Wednesday, February 02, 2011

(NEWZIMBABWE) Egypt: Zanu PF dismisses Tsvangirai 'pipe dream'

Egypt: Zanu PF dismisses Tsvangirai 'pipe dream'
by Staff Reporter
01/02/2011 00:00:00

PRIME Minister Morgan Tsvangirai’s support for public uprisings against the Egyptian government are akin to “a baboon laughing at another’s forehead”, a senior Zanu PF official said on Tuesday.

Tsholotsho North MP Jonathan Moyo said Tsvangirai’s expressed desire to see similar protests on Zimbabwe’s streets to force out President Robert Mugabe was a “pipe dream”.

The MDC leader, Moyo claimed, is funded and supported by the same governments that have been propping up Hosni Mubarak’s regime in Cairo.

“It’s a case of one puppet laughing at another puppet and not seeing the irony,” Moyo told New Zimbabwe.com on Tuesday.

“He is claiming it will happen in his own country. If it does happen in Zimbabwe, surely the puppet would be the target.”

Moyo said massive street protests as witnessed in Egypt since last week “will never happen on behalf of a puppet”.

“Not in our lifetime, not ever,” Moyo, a former Zanu PF spokesman, said. “But against a puppet and running dogs of imperialism, it is almost an assured reaction.

“The American and their western allies are nervous in that whole region, they have been responsible for that system, and they are the ones that have propped up those regimes from Egypt through Tunisia to Yemen.

“It is the Americans’ desire to have these puppet regimes throughout Africa, hence their support for Tsvangirai.”

On Saturday, Tsvangirai told Fox News that oppression is resented and people are right to demand their freedom.

“To me when people take their rights and start demanding more rights, there is nothing wrong with that including in Zimbabwe. That was the whole purpose of our struggle for the last 10 years,” he said, adding: “The aspect of incumbents leaving power to their children, dynasties, as we may call it, that is very resented by the people.”
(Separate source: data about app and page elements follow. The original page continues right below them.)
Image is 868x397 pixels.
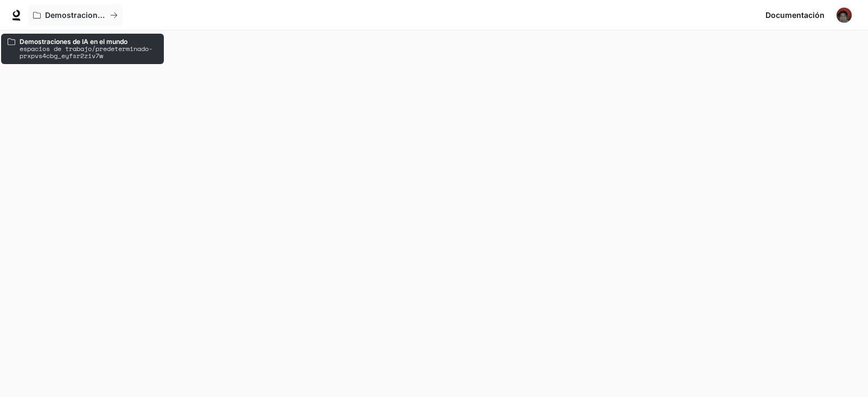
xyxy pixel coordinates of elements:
a: Documentación [760,4,829,26]
button: Avatar de usuario [832,4,854,26]
button: Todos los espacios de trabajo [29,4,122,26]
font: Demostraciones de IA en el mundo [20,38,127,45]
font: Demostraciones de IA en el mundo [45,10,177,20]
img: Avatar de usuario [836,8,851,23]
font: espacios de trabajo/predeterminado-prxpvs4cbg_eyfsr2ziv7w [20,44,152,60]
font: Documentación [765,10,825,20]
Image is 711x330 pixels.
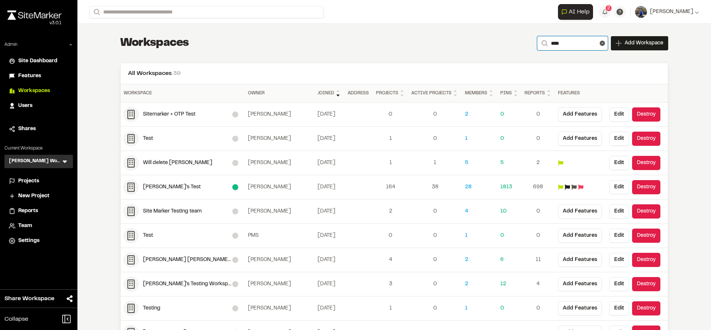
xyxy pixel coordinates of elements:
button: Edit [610,252,629,267]
a: Sitemarker + OTP Test [124,107,242,122]
a: 12 [500,280,519,288]
div: Joined [318,89,342,98]
a: 3 [376,280,406,288]
div: November 3, 2022 11:17 AM GMT-3 [318,231,342,239]
div: [PERSON_NAME] [248,134,312,143]
div: [PERSON_NAME] [248,159,312,167]
div: 0 [525,207,552,215]
a: 11 [525,255,552,264]
div: Active Projects [411,89,459,98]
span: [PERSON_NAME] [650,8,693,16]
div: [PERSON_NAME] [248,183,312,191]
div: May 9, 2023 4:26 PM GMT-3 [318,280,342,288]
button: Destroy [632,107,661,121]
a: Test [124,228,242,243]
div: Will delete Troy [143,159,232,167]
span: New Project [18,192,50,200]
a: [PERSON_NAME]'s Test [124,179,242,194]
div: Testing [143,304,232,312]
div: No active subscription [232,136,238,142]
h3: [PERSON_NAME] Workspace [9,158,61,165]
button: Destroy [632,252,661,267]
button: Edit [610,107,629,121]
button: Edit [610,301,629,315]
span: AI Help [569,7,590,16]
span: 2 [607,5,610,12]
a: 4 [376,255,406,264]
div: October 31, 2022 11:35 AM GMT-3 [318,207,342,215]
a: 1813 [500,183,519,191]
span: Site Dashboard [18,57,57,65]
span: Features [18,72,41,80]
a: Will delete [PERSON_NAME] [124,155,242,170]
a: 0 [376,110,406,118]
span: Workspaces [18,87,50,95]
button: Search [537,36,551,50]
div: Site Marker Testing team [143,207,232,215]
a: 38 [411,183,459,191]
button: Edit [610,204,629,218]
div: Open AI Assistant [558,4,596,20]
a: Test [124,131,242,146]
a: 2 [465,280,495,288]
a: 0 [500,304,519,312]
div: 1 [376,159,406,167]
a: 0 [411,255,459,264]
a: New Project [9,192,69,200]
a: 1 [465,304,495,312]
div: 4 [465,207,495,215]
a: 10 [500,207,519,215]
button: Destroy [632,301,661,315]
h2: All Workspaces [128,69,661,78]
div: 2 [525,159,552,167]
button: Destroy [632,277,661,291]
div: Features [558,90,604,96]
div: No active subscription [232,160,238,166]
button: Add Features [558,107,602,121]
a: [PERSON_NAME] [PERSON_NAME] Test [124,252,242,267]
span: Team [18,222,32,230]
button: [PERSON_NAME] [635,6,699,18]
button: Open AI Assistant [558,4,593,20]
a: 1 [376,304,406,312]
div: Test [143,134,232,143]
div: April 12, 2023 2:42 PM GMT-3 [318,255,342,264]
div: 2 [465,110,495,118]
div: Pins [500,89,519,98]
a: 0 [411,110,459,118]
a: 0 [525,231,552,239]
a: Edit [610,228,629,242]
span: Settings [18,236,39,245]
span: Projects [18,177,39,185]
p: Current Workspace [4,145,73,152]
div: [PERSON_NAME] [248,110,312,118]
div: September 26, 2022 11:37 AM GMT-3 [318,159,342,167]
div: June 19, 2022 1:39 PM GMT-3 [318,134,342,143]
div: Tom Opal Test [143,255,232,264]
div: [PERSON_NAME] [248,255,312,264]
img: User [635,6,647,18]
a: 1 [376,134,406,143]
a: Projects [9,177,69,185]
a: 164 [376,183,406,191]
div: 0 [411,231,459,239]
a: Reports [9,207,69,215]
div: Sitemarker + OTP Test [143,110,232,118]
a: 0 [411,304,459,312]
div: No active subscription [232,111,238,117]
button: Destroy [632,204,661,218]
div: 0 [525,304,552,312]
div: October 12, 2022 4:23 PM GMT-3 [318,183,342,191]
a: 6 [500,255,519,264]
div: 0 [500,231,519,239]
But his Zanu PF opponents say Tsvangirais is trying to prize power in Zimbabwe on the back of American support – and his fate would just be the same as the Egyptian experience.

“American created governments have no life,” Moyo said. “If Tsvangirai wants to know an assured outcome of massive hand-holding by the Americans, it’s what’s happening in the Middle East.

“He likes talking about roadmaps, and he must look no further than Egypt, Yemen and Tunisia to see the roadmap for puppets.”

Moyo claimed the American government and its allies were trying to “create an Egypt and Yemen in Zimbabwe” through their financial and political backing of Tsvangirai – recently confirmed in secret diplomatic cables released by WikiLeaks.

Moyo added: “Look at Cuba, it’s anti-American but only 90 miles away. The Americans have failed to impose their puppets there because the Cuban regime is rooted in the people and the people are anti-West. They have resisted to be reduced to a puppet satellite state like Tunisia, Egypt and Yemen.”

The United States gives Egypt close to US$1,7 billion a year in military aid, and even as pressure mounted for Mubarak – who has been president for 31 years -- to step down on Tuesday, US Vice President Joe Biden urged him to stay put.

Biden described the unrest as an expression of "middle-class folks" looking for "a little more access and a little more opportunity."

Biden said Mubarak has been a U.S. "ally" on "a number of things," praising him for being "very responsible" in normalising Egypt's relationship with Israel and aiding in Middle East peace talks.

"I would not refer to him as a dictator," Biden said on PBS' NewsHour.

Suggesting Mubarak's regime would weather the storm, Biden nudged the longtime Egyptian president to respond to the protests, peacefully, by being "more responsive to some of the needs of the people out there."

"I hope Mubarak ... is going to respond to some of the legitimate concerns that are being raised," he said.